HPC Head of Research Luke Hildyard debates inequality with Anthony Browne of the British Bankers Association
This year ‘fatcat Wednesday’ took place on January 8. Just three working days into 2014, the bosses of Britain’s top companies had made more money in the year than the average UK worker will earn over the full 12 months.
As queues for food banks lengthen and ordinary people struggle with rising costs, the public are becoming increasingly appalled at the widening gap between the super-rich and everybody else. A society where multi-millionaire bosses get a 14 per cent pay rise while wages for ordinary workers have stagnated for a decade cannot be sharing its resources in a fair, sensible or efficient way.
We are becoming two countries, a super-rich elite, largely based in London and the South-East, versus a broader population struggling to make ends meet. Such a divided society cannot hope to thrive, or even survive, in the long-term.
Bankers and big business constantly argue that the super-rich are talented ‘wealth creators’ whose success benefits the rest of us. But these people are not Gods. At a major bank, for example, the star bankers depend on thousands of cleaners, secretaries, administrators and branch staff to ensure the company is functioning each morning when they get to work.
Top executives rely on roads and railways to transport their products, schools and universities to train and educate their employees and customers, government research to help develop better technology. All of this is paid for by ordinary taxpayers. Wealth is created collectively, not by one or two hotshots at the top.
Nobody is saying everyone should be paid the same, but if someone can earn in under three days what most people make in a year then surely a better balance is needed?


### [What is required]
Your answer must be an exact copy of the data below, minus any pictures.

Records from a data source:
- - - - - - -

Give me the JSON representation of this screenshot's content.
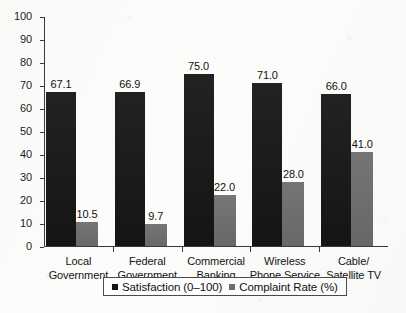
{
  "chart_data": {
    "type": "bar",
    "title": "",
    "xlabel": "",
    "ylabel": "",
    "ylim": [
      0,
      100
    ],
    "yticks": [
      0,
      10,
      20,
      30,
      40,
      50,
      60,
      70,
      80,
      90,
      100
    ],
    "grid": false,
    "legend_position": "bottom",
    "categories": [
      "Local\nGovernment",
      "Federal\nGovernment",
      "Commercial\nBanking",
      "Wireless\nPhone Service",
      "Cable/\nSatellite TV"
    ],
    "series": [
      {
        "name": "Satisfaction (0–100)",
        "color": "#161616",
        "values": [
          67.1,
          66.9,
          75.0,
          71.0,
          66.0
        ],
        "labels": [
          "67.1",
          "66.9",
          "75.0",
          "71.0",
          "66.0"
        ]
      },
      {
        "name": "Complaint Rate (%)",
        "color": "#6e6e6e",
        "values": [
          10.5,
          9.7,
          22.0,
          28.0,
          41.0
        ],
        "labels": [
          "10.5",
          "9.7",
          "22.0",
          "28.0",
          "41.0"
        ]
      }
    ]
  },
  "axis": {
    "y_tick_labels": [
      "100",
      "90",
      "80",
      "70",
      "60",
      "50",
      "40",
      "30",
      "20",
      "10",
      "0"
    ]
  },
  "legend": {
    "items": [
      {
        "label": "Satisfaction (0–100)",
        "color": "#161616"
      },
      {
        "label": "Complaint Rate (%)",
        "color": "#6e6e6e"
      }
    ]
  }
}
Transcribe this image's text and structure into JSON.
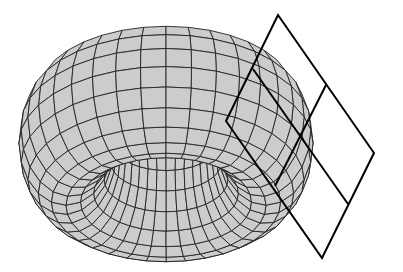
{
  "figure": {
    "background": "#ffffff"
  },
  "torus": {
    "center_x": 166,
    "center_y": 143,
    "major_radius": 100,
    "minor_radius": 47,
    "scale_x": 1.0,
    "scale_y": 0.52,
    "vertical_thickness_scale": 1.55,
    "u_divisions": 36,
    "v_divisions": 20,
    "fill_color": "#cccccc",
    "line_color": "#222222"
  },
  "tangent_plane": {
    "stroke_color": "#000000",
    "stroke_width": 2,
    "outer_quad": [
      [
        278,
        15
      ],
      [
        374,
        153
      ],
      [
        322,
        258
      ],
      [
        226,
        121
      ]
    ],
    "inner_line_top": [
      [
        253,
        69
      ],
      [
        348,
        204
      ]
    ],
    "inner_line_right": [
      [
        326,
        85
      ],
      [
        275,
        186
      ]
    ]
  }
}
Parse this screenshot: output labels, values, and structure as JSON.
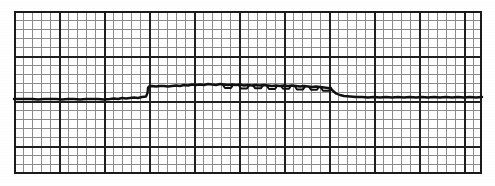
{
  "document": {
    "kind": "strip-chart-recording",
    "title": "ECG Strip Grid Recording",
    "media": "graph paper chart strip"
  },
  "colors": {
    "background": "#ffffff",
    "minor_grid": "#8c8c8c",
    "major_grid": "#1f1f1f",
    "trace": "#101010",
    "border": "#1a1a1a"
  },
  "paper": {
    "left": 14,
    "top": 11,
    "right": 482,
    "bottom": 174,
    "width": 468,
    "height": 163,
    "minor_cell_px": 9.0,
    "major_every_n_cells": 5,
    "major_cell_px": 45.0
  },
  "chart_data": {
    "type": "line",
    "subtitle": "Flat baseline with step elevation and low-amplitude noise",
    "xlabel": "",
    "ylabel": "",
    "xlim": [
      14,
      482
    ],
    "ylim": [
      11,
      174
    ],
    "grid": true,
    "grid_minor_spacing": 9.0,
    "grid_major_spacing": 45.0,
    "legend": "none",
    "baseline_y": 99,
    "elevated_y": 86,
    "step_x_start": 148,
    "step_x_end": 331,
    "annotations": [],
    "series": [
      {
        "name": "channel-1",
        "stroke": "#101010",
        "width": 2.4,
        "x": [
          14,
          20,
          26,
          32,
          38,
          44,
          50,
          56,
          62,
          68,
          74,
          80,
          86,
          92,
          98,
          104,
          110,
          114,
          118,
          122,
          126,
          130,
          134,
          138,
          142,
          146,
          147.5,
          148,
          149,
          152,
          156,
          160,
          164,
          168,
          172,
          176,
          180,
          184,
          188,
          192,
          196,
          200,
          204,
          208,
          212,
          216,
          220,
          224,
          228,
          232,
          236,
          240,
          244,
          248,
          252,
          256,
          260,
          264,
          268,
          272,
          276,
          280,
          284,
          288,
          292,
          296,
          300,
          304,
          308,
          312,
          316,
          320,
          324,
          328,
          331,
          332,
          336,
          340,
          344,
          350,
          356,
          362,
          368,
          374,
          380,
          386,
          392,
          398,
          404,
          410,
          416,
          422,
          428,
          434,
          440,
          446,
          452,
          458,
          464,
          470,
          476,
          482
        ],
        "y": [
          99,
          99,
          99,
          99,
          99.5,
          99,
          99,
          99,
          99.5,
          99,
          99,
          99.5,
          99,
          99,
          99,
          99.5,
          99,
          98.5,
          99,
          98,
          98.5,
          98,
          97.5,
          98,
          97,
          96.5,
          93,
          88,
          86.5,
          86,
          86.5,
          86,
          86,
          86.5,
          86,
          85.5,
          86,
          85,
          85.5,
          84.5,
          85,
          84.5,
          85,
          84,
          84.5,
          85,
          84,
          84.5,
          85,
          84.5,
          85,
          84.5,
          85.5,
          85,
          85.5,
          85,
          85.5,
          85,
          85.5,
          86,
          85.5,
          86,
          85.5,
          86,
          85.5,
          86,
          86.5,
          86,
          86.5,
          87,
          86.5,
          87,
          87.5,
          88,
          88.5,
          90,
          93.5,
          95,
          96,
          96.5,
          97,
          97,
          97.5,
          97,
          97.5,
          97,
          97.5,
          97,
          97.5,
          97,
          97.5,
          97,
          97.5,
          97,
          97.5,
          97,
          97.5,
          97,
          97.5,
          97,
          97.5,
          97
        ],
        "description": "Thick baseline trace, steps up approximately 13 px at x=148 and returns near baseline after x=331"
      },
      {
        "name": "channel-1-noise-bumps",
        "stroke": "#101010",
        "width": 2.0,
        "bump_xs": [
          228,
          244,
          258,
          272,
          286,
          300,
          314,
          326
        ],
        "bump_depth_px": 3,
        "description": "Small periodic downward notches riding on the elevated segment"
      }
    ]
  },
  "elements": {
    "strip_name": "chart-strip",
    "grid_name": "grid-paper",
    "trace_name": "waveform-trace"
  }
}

- - - - - - -

### [Output for this exercise]
Give me the JSON representation of this screenshot's content.
{
  "chart_data": {
    "type": "bar",
    "title": "",
    "xlabel": "",
    "ylabel": "",
    "ylim": [
      0,
      100
    ],
    "yticks": [
      0,
      10,
      20,
      30,
      40,
      50,
      60,
      70,
      80,
      90,
      100
    ],
    "grid": false,
    "legend_position": "bottom",
    "categories": [
      "Local\nGovernment",
      "Federal\nGovernment",
      "Commercial\nBanking",
      "Wireless\nPhone Service",
      "Cable/\nSatellite TV"
    ],
    "series": [
      {
        "name": "Satisfaction (0–100)",
        "color": "#161616",
        "values": [
          67.1,
          66.9,
          75.0,
          71.0,
          66.0
        ],
        "labels": [
          "67.1",
          "66.9",
          "75.0",
          "71.0",
          "66.0"
        ]
      },
      {
        "name": "Complaint Rate (%)",
        "color": "#6e6e6e",
        "values": [
          10.5,
          9.7,
          22.0,
          28.0,
          41.0
        ],
        "labels": [
          "10.5",
          "9.7",
          "22.0",
          "28.0",
          "41.0"
        ]
      }
    ]
  },
  "axis": {
    "y_tick_labels": [
      "100",
      "90",
      "80",
      "70",
      "60",
      "50",
      "40",
      "30",
      "20",
      "10",
      "0"
    ]
  },
  "legend": {
    "items": [
      {
        "label": "Satisfaction (0–100)",
        "color": "#161616"
      },
      {
        "label": "Complaint Rate (%)",
        "color": "#6e6e6e"
      }
    ]
  }
}
Transcribe this image's text and structure into JSON.
{
  "figure": {
    "background": "#ffffff"
  },
  "torus": {
    "center_x": 166,
    "center_y": 143,
    "major_radius": 100,
    "minor_radius": 47,
    "scale_x": 1.0,
    "scale_y": 0.52,
    "vertical_thickness_scale": 1.55,
    "u_divisions": 36,
    "v_divisions": 20,
    "fill_color": "#cccccc",
    "line_color": "#222222"
  },
  "tangent_plane": {
    "stroke_color": "#000000",
    "stroke_width": 2,
    "outer_quad": [
      [
        278,
        15
      ],
      [
        374,
        153
      ],
      [
        322,
        258
      ],
      [
        226,
        121
      ]
    ],
    "inner_line_top": [
      [
        253,
        69
      ],
      [
        348,
        204
      ]
    ],
    "inner_line_right": [
      [
        326,
        85
      ],
      [
        275,
        186
      ]
    ]
  }
}
Parse this screenshot: output labels, values, and structure as JSON.
{
  "document": {
    "kind": "strip-chart-recording",
    "title": "ECG Strip Grid Recording",
    "media": "graph paper chart strip"
  },
  "colors": {
    "background": "#ffffff",
    "minor_grid": "#8c8c8c",
    "major_grid": "#1f1f1f",
    "trace": "#101010",
    "border": "#1a1a1a"
  },
  "paper": {
    "left": 14,
    "top": 11,
    "right": 482,
    "bottom": 174,
    "width": 468,
    "height": 163,
    "minor_cell_px": 9.0,
    "major_every_n_cells": 5,
    "major_cell_px": 45.0
  },
  "chart_data": {
    "type": "line",
    "subtitle": "Flat baseline with step elevation and low-amplitude noise",
    "xlabel": "",
    "ylabel": "",
    "xlim": [
      14,
      482
    ],
    "ylim": [
      11,
      174
    ],
    "grid": true,
    "grid_minor_spacing": 9.0,
    "grid_major_spacing": 45.0,
    "legend": "none",
    "baseline_y": 99,
    "elevated_y": 86,
    "step_x_start": 148,
    "step_x_end": 331,
    "annotations": [],
    "series": [
      {
        "name": "channel-1",
        "stroke": "#101010",
        "width": 2.4,
        "x": [
          14,
          20,
          26,
          32,
          38,
          44,
          50,
          56,
          62,
          68,
          74,
          80,
          86,
          92,
          98,
          104,
          110,
          114,
          118,
          122,
          126,
          130,
          134,
          138,
          142,
          146,
          147.5,
          148,
          149,
          152,
          156,
          160,
          164,
          168,
          172,
          176,
          180,
          184,
          188,
          192,
          196,
          200,
          204,
          208,
          212,
          216,
          220,
          224,
          228,
          232,
          236,
          240,
          244,
          248,
          252,
          256,
          260,
          264,
          268,
          272,
          276,
          280,
          284,
          288,
          292,
          296,
          300,
          304,
          308,
          312,
          316,
          320,
          324,
          328,
          331,
          332,
          336,
          340,
          344,
          350,
          356,
          362,
          368,
          374,
          380,
          386,
          392,
          398,
          404,
          410,
          416,
          422,
          428,
          434,
          440,
          446,
          452,
          458,
          464,
          470,
          476,
          482
        ],
        "y": [
          99,
          99,
          99,
          99,
          99.5,
          99,
          99,
          99,
          99.5,
          99,
          99,
          99.5,
          99,
          99,
          99,
          99.5,
          99,
          98.5,
          99,
          98,
          98.5,
          98,
          97.5,
          98,
          97,
          96.5,
          93,
          88,
          86.5,
          86,
          86.5,
          86,
          86,
          86.5,
          86,
          85.5,
          86,
          85,
          85.5,
          84.5,
          85,
          84.5,
          85,
          84,
          84.5,
          85,
          84,
          84.5,
          85,
          84.5,
          85,
          84.5,
          85.5,
          85,
          85.5,
          85,
          85.5,
          85,
          85.5,
          86,
          85.5,
          86,
          85.5,
          86,
          85.5,
          86,
          86.5,
          86,
          86.5,
          87,
          86.5,
          87,
          87.5,
          88,
          88.5,
          90,
          93.5,
          95,
          96,
          96.5,
          97,
          97,
          97.5,
          97,
          97.5,
          97,
          97.5,
          97,
          97.5,
          97,
          97.5,
          97,
          97.5,
          97,
          97.5,
          97,
          97.5,
          97,
          97.5,
          97,
          97.5,
          97
        ],
        "description": "Thick baseline trace, steps up approximately 13 px at x=148 and returns near baseline after x=331"
      },
      {
        "name": "channel-1-noise-bumps",
        "stroke": "#101010",
        "width": 2.0,
        "bump_xs": [
          228,
          244,
          258,
          272,
          286,
          300,
          314,
          326
        ],
        "bump_depth_px": 3,
        "description": "Small periodic downward notches riding on the elevated segment"
      }
    ]
  },
  "elements": {
    "strip_name": "chart-strip",
    "grid_name": "grid-paper",
    "trace_name": "waveform-trace"
  }
}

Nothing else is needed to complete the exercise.